All 1 Steve Yemm contributions to the Employment Rights Bill 2024-26

Read Bill Ministerial Extracts

Mon 21st Oct 2024

Employment Rights Bill

Steve Yemm Excerpts
2nd reading
Monday 21st October 2024

(1 month ago)

Commons Chamber
Read Full debate Employment Rights Bill 2024-26 Read Hansard Text Watch Debate Read Debate Ministerial Extracts
Steve Yemm Portrait Steve Yemm (Mansfield) (Lab)
- View Speech - Hansard - -

I, too, draw the House’s attention to my entry in the Register of Members’ Financial Interests, and my membership of Unite and the GMB.

I welcome the Bill, and I know that my constituents in Mansfield will, too. There are two key aspects of it that they will be particularly keen to see. First, it offers the right to collective bargaining on pay for those in social care. People in that sector do incredible work, with long shifts and unsociable hours. I am sure that the whole House will join me in thanking the more than 1.5 million people who work in social care across the UK. It is a scandal that, despite the importance of their work, many are paid the minimum wage and struggle to provide for their family.

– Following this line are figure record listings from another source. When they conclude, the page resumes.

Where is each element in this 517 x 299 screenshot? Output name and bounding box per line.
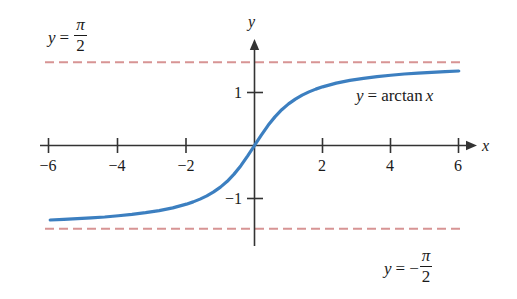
y-axis-label: y [248, 14, 255, 30]
y-axis-arrowhead [250, 39, 259, 50]
y-tick-label-1: 1 [212, 85, 242, 101]
curve-label-function-name: arctan [381, 86, 423, 105]
x-tick-label-4: 4 [386, 158, 394, 174]
x-axis-label: x [482, 138, 489, 154]
x-tick-label--6: −6 [39, 158, 56, 174]
arctan-graph-figure: y=π2 y=−π2 y=arctanx x y −6 −4 −2 2 4 6 … [0, 0, 517, 299]
y-tick-label--1: −1 [206, 191, 242, 207]
x-tick-label--4: −4 [108, 158, 125, 174]
upper-asymptote-denominator: 2 [74, 37, 87, 55]
upper-asymptote-numerator: π [74, 16, 87, 34]
lower-asymptote-sign: − [409, 259, 419, 278]
x-tick-label--2: −2 [177, 158, 194, 174]
upper-asymptote-equals: = [60, 28, 70, 47]
curve-label-lhs: y [356, 86, 364, 105]
x-tick-label-2: 2 [318, 158, 326, 174]
lower-asymptote-fraction: π2 [420, 247, 433, 285]
lower-asymptote-lhs: y [384, 259, 392, 278]
upper-asymptote-lhs: y [48, 28, 56, 47]
lower-asymptote-label: y=−π2 [384, 247, 433, 285]
upper-asymptote-fraction: π2 [74, 16, 87, 54]
curve-equation-label: y=arctanx [356, 87, 433, 104]
x-tick-label-6: 6 [454, 158, 462, 174]
curve-label-argument: x [426, 86, 434, 105]
lower-asymptote-equals: = [396, 259, 406, 278]
lower-asymptote-denominator: 2 [420, 268, 433, 286]
lower-asymptote-numerator: π [420, 247, 433, 265]
upper-asymptote-label: y=π2 [48, 16, 88, 54]
x-axis-arrowhead [466, 141, 477, 150]
curve-label-equals: = [368, 86, 378, 105]
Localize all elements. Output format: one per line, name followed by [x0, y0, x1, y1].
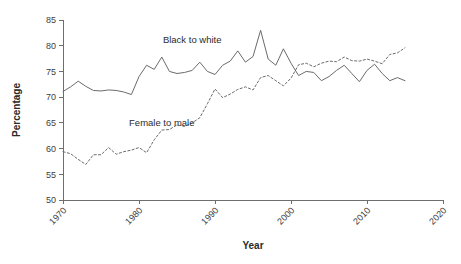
x-axis-title: Year	[242, 240, 263, 251]
x-axis: 197019801990200020102020	[47, 200, 448, 227]
series-label-black-to-white: Black to white	[163, 34, 222, 45]
x-tick-label: 2010	[351, 205, 372, 226]
y-tick-label: 85	[46, 15, 56, 25]
series-annotations: Black to whiteFemale to male	[129, 34, 221, 129]
y-tick-label: 60	[46, 144, 56, 154]
chart-canvas: 5055606570758085 19701980199020002010202…	[0, 0, 461, 264]
y-tick-label: 65	[46, 118, 56, 128]
y-axis-title: Percentage	[11, 83, 22, 137]
series-layer	[63, 30, 405, 164]
series-label-female-to-male: Female to male	[129, 117, 194, 128]
y-axis: 5055606570758085	[46, 15, 63, 205]
y-tick-label: 70	[46, 92, 56, 102]
y-tick-label: 55	[46, 170, 56, 180]
x-tick-label: 2020	[427, 205, 448, 226]
x-tick-label: 1980	[123, 205, 144, 226]
x-tick-label: 1990	[199, 205, 220, 226]
y-tick-label: 75	[46, 67, 56, 77]
x-tick-label: 2000	[275, 205, 296, 226]
series-path-female-to-male	[63, 48, 405, 165]
y-tick-label: 80	[46, 41, 56, 51]
x-tick-label: 1970	[47, 205, 68, 226]
y-tick-label: 50	[46, 195, 56, 205]
series-path-black-to-white	[63, 30, 405, 94]
percentage-by-year-line-chart: 5055606570758085 19701980199020002010202…	[0, 0, 461, 264]
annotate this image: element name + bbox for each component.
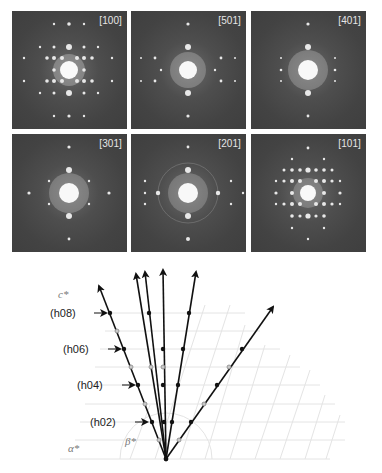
zone-axis-label: [101] (338, 138, 361, 149)
row-label-h08: (h08) (50, 307, 106, 319)
zone-axis-label: [401] (338, 15, 361, 26)
diffraction-spots (12, 11, 127, 129)
zone-axis-label: [301] (99, 138, 122, 149)
diffraction-panel-401: [401] (251, 11, 366, 129)
diffraction-spots (131, 134, 246, 252)
zone-axis-label: [100] (99, 15, 122, 26)
lattice-grid (60, 305, 345, 459)
origin-dot (164, 457, 169, 462)
diffraction-spots (251, 11, 366, 129)
alpha-star-label: α* (68, 442, 80, 454)
diffraction-panel-100: [100] (12, 11, 127, 129)
diffraction-panel-101: [101] (251, 134, 366, 252)
diffraction-panel-201: [201] (131, 134, 246, 252)
reciprocal-lattice-diagram: (h08) (h06) (h04) (h02) c* α* β* (0, 255, 382, 473)
arrow-6 (166, 307, 273, 459)
zone-axis-label: [501] (218, 15, 241, 26)
c-star-label: c* (58, 288, 69, 300)
diffraction-spots (12, 134, 127, 252)
svg-text:(h06): (h06) (63, 343, 89, 355)
svg-text:(h02): (h02) (90, 416, 116, 428)
zone-axis-label: [201] (218, 138, 241, 149)
diffraction-spots (251, 134, 366, 252)
beta-star-label: β* (124, 435, 136, 447)
diffraction-panel-301: [301] (12, 134, 127, 252)
svg-text:(h04): (h04) (77, 379, 103, 391)
row-label-h06: (h06) (63, 343, 120, 355)
arrow-5 (166, 272, 196, 459)
diffraction-spots (131, 11, 246, 129)
diffraction-panel-501: [501] (131, 11, 246, 129)
svg-text:(h08): (h08) (50, 307, 76, 319)
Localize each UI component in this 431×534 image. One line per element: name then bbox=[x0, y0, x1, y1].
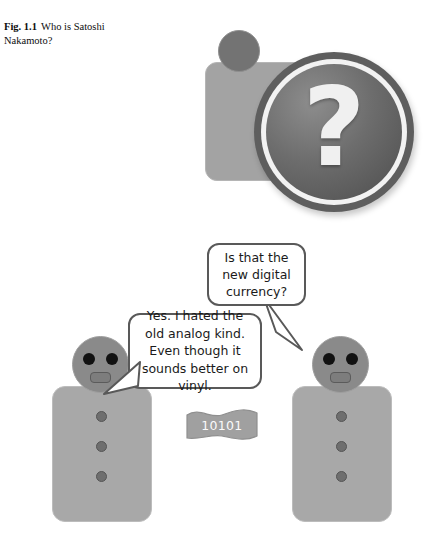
speech-bubble-question-text: Is that the new digital currency? bbox=[216, 249, 297, 300]
speech-bubble-question: Is that the new digital currency? bbox=[207, 243, 306, 306]
character-left-button-1 bbox=[96, 411, 107, 422]
character-left-eye-left bbox=[83, 353, 95, 365]
binary-banner-label: 10101 bbox=[185, 409, 259, 443]
binary-banner: 10101 bbox=[185, 409, 259, 443]
character-right-mouth bbox=[330, 372, 351, 383]
character-right-button-2 bbox=[336, 441, 347, 452]
character-right bbox=[292, 336, 392, 522]
character-right-eye-right bbox=[346, 353, 358, 365]
character-left-button-2 bbox=[96, 441, 107, 452]
character-left-body bbox=[52, 386, 152, 522]
character-right-body bbox=[292, 386, 392, 522]
unknown-person-illustration: ? bbox=[196, 24, 421, 204]
question-mark-glyph: ? bbox=[266, 64, 402, 200]
question-mark-badge-icon: ? bbox=[254, 52, 414, 212]
figure-caption: Fig. 1.1Who is Satoshi Nakamoto? bbox=[4, 20, 154, 47]
speech-bubble-answer-text: Yes. I hated the old analog kind. Even t… bbox=[137, 307, 253, 395]
answer-bubble-tail bbox=[100, 360, 148, 402]
speech-bubble-answer: Yes. I hated the old analog kind. Even t… bbox=[128, 313, 262, 389]
figure-caption-label: Fig. 1.1 bbox=[4, 21, 37, 32]
character-left-button-3 bbox=[96, 471, 107, 482]
character-right-button-1 bbox=[336, 411, 347, 422]
character-right-button-3 bbox=[336, 471, 347, 482]
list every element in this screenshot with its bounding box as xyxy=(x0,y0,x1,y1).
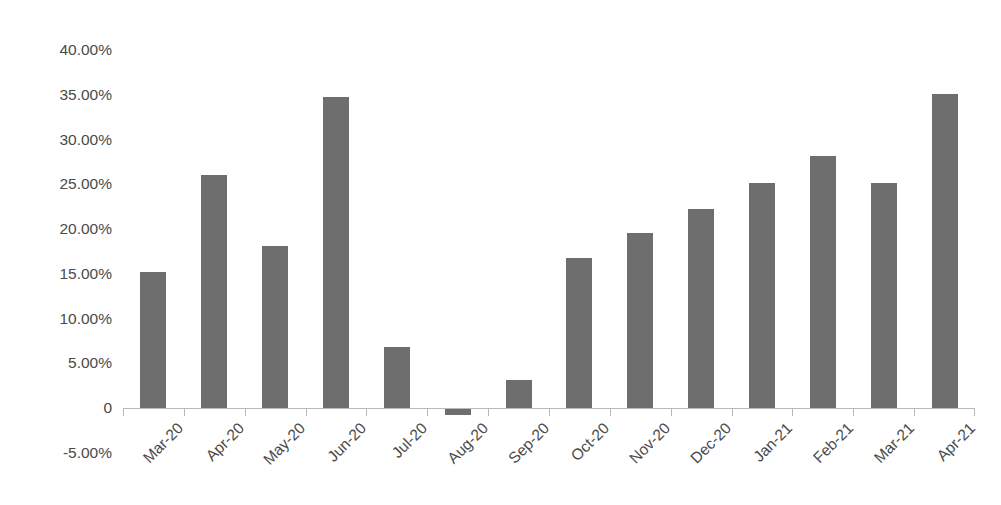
y-axis-tick-label: 20.00% xyxy=(0,221,112,237)
bar xyxy=(323,97,349,408)
y-axis-tick-label: 0 xyxy=(0,400,112,416)
y-axis-tick-label: 30.00% xyxy=(0,132,112,148)
y-axis: 40.00%35.00%30.00%25.00%20.00%15.00%10.0… xyxy=(0,0,112,505)
y-axis-tick-label: -5.00% xyxy=(0,445,112,461)
bar-chart: 40.00%35.00%30.00%25.00%20.00%15.00%10.0… xyxy=(0,0,1001,505)
x-axis-tick-label: Jun-20 xyxy=(324,420,368,464)
x-axis-tick-label: Dec-20 xyxy=(688,420,734,466)
x-axis-tick-label: Oct-20 xyxy=(569,420,613,464)
y-axis-tick-label: 10.00% xyxy=(0,311,112,327)
x-axis-tick-label: Sep-20 xyxy=(505,420,551,466)
x-axis-tick-label: Jan-21 xyxy=(750,420,794,464)
y-axis-tick-label: 25.00% xyxy=(0,177,112,193)
y-axis-tick-label: 15.00% xyxy=(0,266,112,282)
bar xyxy=(810,156,836,408)
bar xyxy=(201,175,227,408)
x-axis-tick-label: Apr-21 xyxy=(934,420,978,464)
x-axis-tick-label: May-20 xyxy=(261,420,309,468)
bar xyxy=(140,272,166,408)
bar xyxy=(384,347,410,408)
x-axis-tick-label: Apr-20 xyxy=(203,420,247,464)
y-axis-tick-label: 5.00% xyxy=(0,356,112,372)
x-axis-tick-label: Feb-21 xyxy=(810,420,856,466)
y-axis-tick-label: 35.00% xyxy=(0,87,112,103)
bar xyxy=(627,233,653,408)
y-axis-tick-label: 40.00% xyxy=(0,42,112,58)
bar xyxy=(749,183,775,408)
x-axis-tick-label: Nov-20 xyxy=(627,420,673,466)
bar xyxy=(262,246,288,408)
x-axis-tick-label: Jul-20 xyxy=(389,420,430,461)
x-axis-tick-label: Mar-20 xyxy=(141,420,187,466)
bar xyxy=(932,94,958,408)
x-axis: Mar-20Apr-20May-20Jun-20Jul-20Aug-20Sep-… xyxy=(123,414,975,505)
bar xyxy=(566,258,592,408)
bar xyxy=(506,380,532,408)
x-axis-tick-label: Aug-20 xyxy=(444,420,490,466)
x-axis-tick-label: Mar-21 xyxy=(871,420,917,466)
bar xyxy=(871,183,897,408)
bar xyxy=(688,209,714,408)
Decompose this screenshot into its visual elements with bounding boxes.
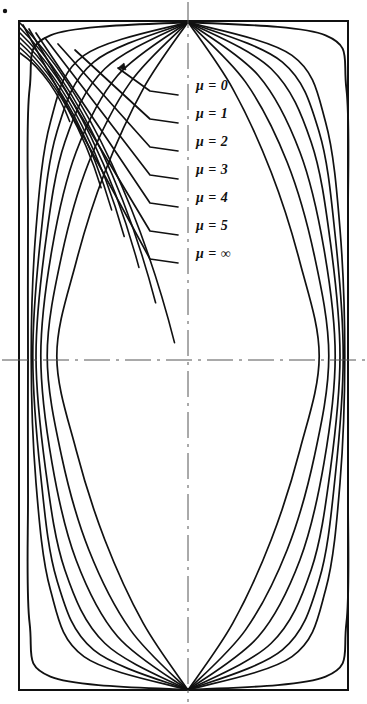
curve--3-left (36, 22, 188, 690)
figure-canvas: μ = 0μ = 1μ = 2μ = 3μ = 4μ = 5μ = ∞ (0, 0, 367, 704)
curve--2-left (41, 22, 188, 690)
curve-label-2: μ = 2 (196, 134, 228, 150)
curve--∞-left (27, 22, 188, 690)
curve-label-3: μ = 3 (196, 162, 228, 178)
curve-label-1: μ = 1 (196, 106, 228, 122)
plot-frame (19, 21, 348, 690)
curve-label-5: μ = 5 (196, 218, 228, 234)
curve--3-right (188, 22, 340, 690)
curve-label-4: μ = 4 (196, 190, 228, 206)
curve-label-6: μ = ∞ (196, 246, 231, 262)
curve--∞-right (188, 22, 349, 690)
curve-family-svg (0, 0, 367, 704)
curve--1-right (188, 22, 329, 690)
curve-label-0: μ = 0 (196, 78, 228, 94)
registration-dot (3, 9, 7, 13)
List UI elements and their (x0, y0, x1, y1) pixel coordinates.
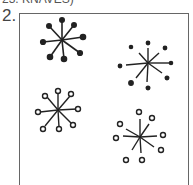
star-hollow-connected-icon (36, 89, 81, 132)
star-figures (0, 0, 193, 185)
star-filled-connected-icon (41, 18, 86, 62)
star-hollow-detached-icon (114, 110, 166, 163)
star-filled-detached-icon (118, 41, 172, 89)
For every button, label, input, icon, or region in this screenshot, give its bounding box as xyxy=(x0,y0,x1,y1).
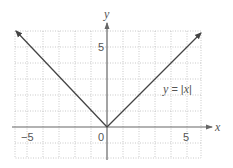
y-axis-label: y xyxy=(103,7,110,21)
tick-x-5: 5 xyxy=(183,131,189,143)
tick-y-5: 5 xyxy=(98,41,104,53)
graph: x y −5 0 5 5 y = |x| xyxy=(0,0,233,168)
right-branch xyxy=(107,33,201,127)
function-label: y = |x| xyxy=(162,82,192,96)
x-axis-label: x xyxy=(214,120,221,134)
tick-origin: 0 xyxy=(98,131,104,143)
tick-x-neg5: −5 xyxy=(21,131,34,143)
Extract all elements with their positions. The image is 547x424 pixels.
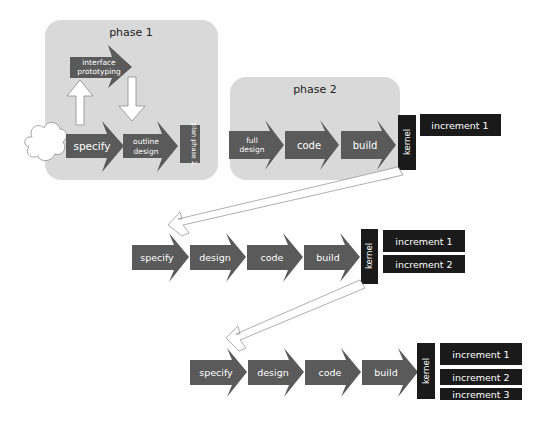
phase-1-group: phase 1 interface prototyping specify ou… xyxy=(25,20,218,180)
iteration-connector-2 xyxy=(226,280,365,351)
increment-1-label-row1: increment 1 xyxy=(431,120,488,131)
specify-label: specify xyxy=(73,140,110,152)
kernel-label-1: kernel xyxy=(402,129,412,155)
phase-2-title: phase 2 xyxy=(293,83,337,96)
kernel-label-2: kernel xyxy=(364,243,374,269)
iteration-2-design-label: design xyxy=(199,252,231,263)
iteration-3-group: specify design code build kernel increme… xyxy=(190,343,522,400)
iteration-3-design-label: design xyxy=(257,367,289,378)
incremental-development-diagram: phase 1 interface prototyping specify ou… xyxy=(0,0,547,424)
full-design-label-2: design xyxy=(240,145,265,154)
kernel-label-3: kernel xyxy=(421,358,431,384)
iteration-3-code-label: code xyxy=(319,367,342,378)
iteration-3-build-label: build xyxy=(374,367,397,378)
outline-design-label-1: outline xyxy=(133,137,159,146)
iteration-2-code-label: code xyxy=(261,252,284,263)
iteration-2-specify-label: specify xyxy=(140,252,174,263)
outline-design-label-2: design xyxy=(134,147,159,156)
interface-prototyping-label-1: interface xyxy=(82,58,116,67)
build-label: build xyxy=(353,140,378,151)
plan-phase-2-label: plan phase 2 xyxy=(190,123,198,165)
phase-1-title: phase 1 xyxy=(109,26,153,39)
increment-1-label-row2: increment 1 xyxy=(395,236,452,247)
iteration-2-group: specify design code build kernel increme… xyxy=(132,229,465,284)
increment-1-label-row3: increment 1 xyxy=(452,349,509,360)
increment-2-label-row3: increment 2 xyxy=(452,372,509,383)
full-design-label-1: full xyxy=(246,136,258,145)
code-label: code xyxy=(297,140,321,151)
iteration-3-specify-label: specify xyxy=(199,367,233,378)
increment-2-label-row2: increment 2 xyxy=(395,259,452,270)
phase-2-group: phase 2 full design code build xyxy=(229,77,400,180)
interface-prototyping-label-2: prototyping xyxy=(77,67,121,76)
increment-3-label-row3: increment 3 xyxy=(452,389,509,400)
iteration-2-build-label: build xyxy=(316,252,339,263)
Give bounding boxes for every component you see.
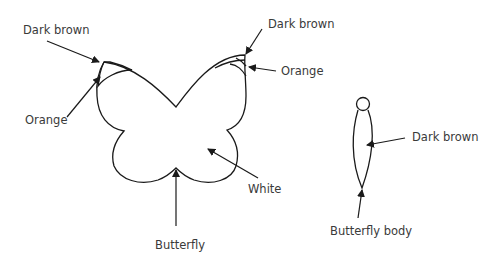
butterfly-diagram: Dark brown Orange Dark brown Orange Whit… [0, 0, 496, 259]
label-dark-brown-left: Dark brown [23, 25, 89, 37]
label-dark-brown-body: Dark brown [412, 132, 478, 144]
caption-butterfly-body: Butterfly body [330, 226, 412, 238]
butterfly-outline [97, 55, 246, 182]
butterfly-body-outline [353, 98, 372, 189]
label-orange-left: Orange [25, 115, 68, 127]
caption-butterfly: Butterfly [155, 240, 205, 252]
label-dark-brown-right: Dark brown [268, 19, 334, 31]
label-orange-right: Orange [281, 66, 324, 78]
label-white: White [248, 184, 281, 196]
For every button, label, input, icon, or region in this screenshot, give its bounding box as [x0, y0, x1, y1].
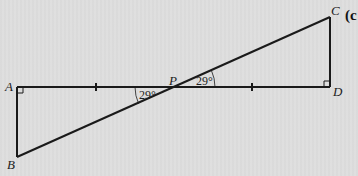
- angle-label-apb: 29°: [139, 89, 156, 101]
- geometry-diagram: [0, 0, 358, 176]
- point-label-p: P: [169, 74, 177, 87]
- point-label-c: C: [331, 4, 340, 17]
- part-label: (c: [345, 8, 357, 23]
- angle-label-cpd: 29°: [196, 75, 213, 87]
- point-label-a: A: [5, 80, 13, 93]
- point-label-d: D: [333, 85, 342, 98]
- point-label-b: B: [7, 158, 15, 171]
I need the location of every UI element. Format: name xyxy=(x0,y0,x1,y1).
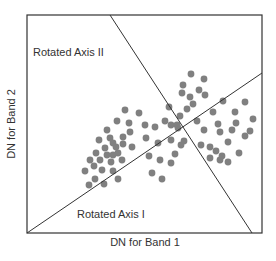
data-point xyxy=(242,99,249,106)
data-point xyxy=(92,176,99,183)
data-point xyxy=(250,116,257,123)
data-point xyxy=(190,101,197,108)
data-point xyxy=(202,92,209,99)
data-point xyxy=(172,151,179,158)
data-point xyxy=(232,109,239,116)
data-point xyxy=(120,134,127,141)
data-point xyxy=(215,121,222,128)
data-point xyxy=(207,144,214,151)
data-point xyxy=(179,90,186,97)
data-point xyxy=(180,82,187,89)
data-point xyxy=(188,71,195,78)
data-point xyxy=(242,133,249,140)
data-point xyxy=(91,163,98,170)
data-point xyxy=(196,87,203,94)
y-axis-label: DN for Band 2 xyxy=(5,89,17,159)
data-point xyxy=(168,137,175,144)
data-point xyxy=(87,157,94,164)
data-point xyxy=(86,182,93,189)
data-point xyxy=(102,145,109,152)
data-point xyxy=(149,170,156,177)
data-point xyxy=(96,137,103,144)
data-point xyxy=(236,150,243,157)
rotated-axis-1-label: Rotated Axis I xyxy=(77,208,145,220)
data-point xyxy=(247,128,254,135)
data-point xyxy=(225,139,232,146)
data-point xyxy=(97,157,104,164)
data-point xyxy=(152,124,159,131)
data-point xyxy=(225,159,232,166)
data-point xyxy=(201,127,208,134)
data-point xyxy=(162,118,169,125)
data-point xyxy=(184,106,191,113)
rotated-axis-2-label: Rotated Axis II xyxy=(33,46,104,58)
data-point xyxy=(119,157,126,164)
data-point xyxy=(198,142,205,149)
data-point xyxy=(146,153,153,160)
data-point xyxy=(136,110,143,117)
data-point xyxy=(104,152,111,159)
data-point xyxy=(126,120,133,127)
data-point xyxy=(157,157,164,164)
scatter-diagram xyxy=(0,0,276,261)
data-point xyxy=(115,176,122,183)
data-point xyxy=(120,141,127,148)
data-point xyxy=(217,157,224,164)
data-point xyxy=(207,155,214,162)
data-point xyxy=(110,152,117,159)
scatter-points xyxy=(82,71,257,189)
data-point xyxy=(159,176,166,183)
data-point xyxy=(143,135,150,142)
data-point xyxy=(114,118,121,125)
data-point xyxy=(187,94,194,101)
data-point xyxy=(82,168,89,175)
data-point xyxy=(113,144,120,151)
data-point xyxy=(122,107,129,114)
data-point xyxy=(108,159,115,166)
data-point xyxy=(168,122,175,129)
data-point xyxy=(129,144,136,151)
data-point xyxy=(168,160,175,167)
data-point xyxy=(99,167,106,174)
data-point xyxy=(104,127,111,134)
data-point xyxy=(217,129,224,136)
data-point xyxy=(142,122,149,129)
data-point xyxy=(181,138,188,145)
data-point xyxy=(233,120,240,127)
data-point xyxy=(127,129,134,136)
data-point xyxy=(201,76,208,83)
data-point xyxy=(229,127,236,134)
x-axis-label: DN for Band 1 xyxy=(0,236,276,248)
data-point xyxy=(213,148,220,155)
data-point xyxy=(93,150,100,157)
data-point xyxy=(210,109,217,116)
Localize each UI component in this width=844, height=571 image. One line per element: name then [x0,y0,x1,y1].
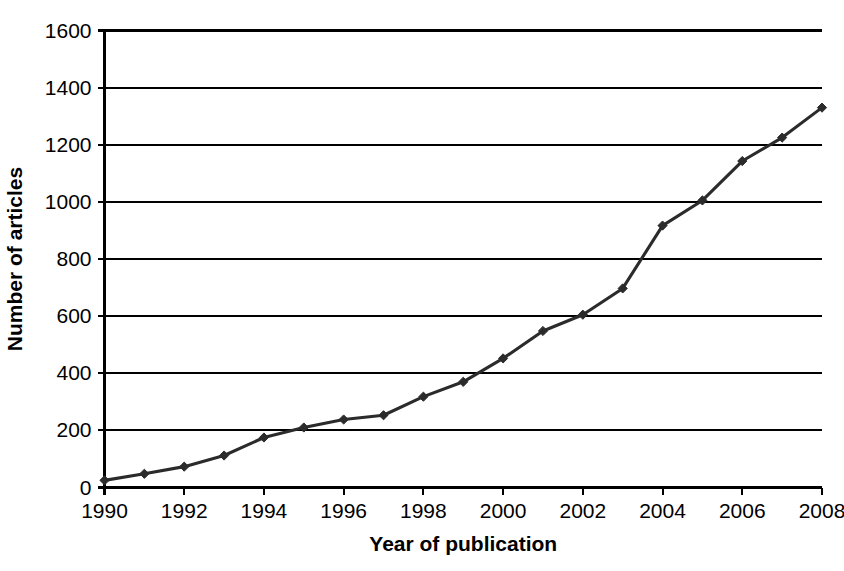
x-tick-label-2000: 2000 [480,499,527,522]
y-tick-label-0: 0 [80,476,92,499]
y-tick-label-1600: 1600 [45,19,92,42]
y-tick-label-1400: 1400 [45,76,92,99]
y-tick-label-800: 800 [56,247,91,270]
y-tick-label-200: 200 [56,418,91,441]
x-tick-label-1996: 1996 [320,499,367,522]
x-tick-label-1992: 1992 [161,499,208,522]
x-tick-label-2008: 2008 [799,499,844,522]
x-tick-label-1990: 1990 [81,499,128,522]
chart-container: 02004006008001000120014001600 1990199219… [0,0,844,571]
y-tick-label-1200: 1200 [45,133,92,156]
x-tick-label-1994: 1994 [241,499,288,522]
y-tick-label-600: 600 [56,304,91,327]
x-tick-label-1998: 1998 [400,499,447,522]
x-axis-title: Year of publication [369,532,557,555]
y-tick-label-1000: 1000 [45,190,92,213]
chart-background [0,0,844,571]
line-chart: 02004006008001000120014001600 1990199219… [0,0,844,571]
x-tick-label-2006: 2006 [719,499,766,522]
x-tick-label-2002: 2002 [559,499,606,522]
y-tick-label-400: 400 [56,361,91,384]
y-axis-title: Number of articles [3,167,26,351]
x-tick-label-2004: 2004 [639,499,686,522]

I recall a particularly striking encounter on the doorstep in Mansfield during the recent general election campaign; I spoke to a former adult care worker, who told me that they had become a dog walker because the pay was better. We are a nation of dog lovers, but that is not acceptable to me.

The second aspect relates to sick pay. Millions of workers in the UK are entitled to minimum statutory sick pay only, which stands at £116 a week, and they are not eligible for any sick pay for the first three days of sickness. Opposition Members clearly feel that that is perfectly acceptable, because they took no action on it over the past 14 years, but I wonder how many of them could feed their family and pay their bills on £116 a week. Only recently, almost 300 workers in my constituency have been on strike, including porters, cleaners and cooks employed by Medirest, a private contractor in my local NHS trust in Mansfield. Supported by my union, the GMB, they took a stand, because Medirest company bosses refused to keep their terms and conditions, including on sickness pay, in line with those of colleagues employed directly by the NHS. All those workers wanted was the right to reasonable sick pay. The Bill will help to strengthen statutory sick pay, and for that reason my constituents and I support it, and I commend it to the House.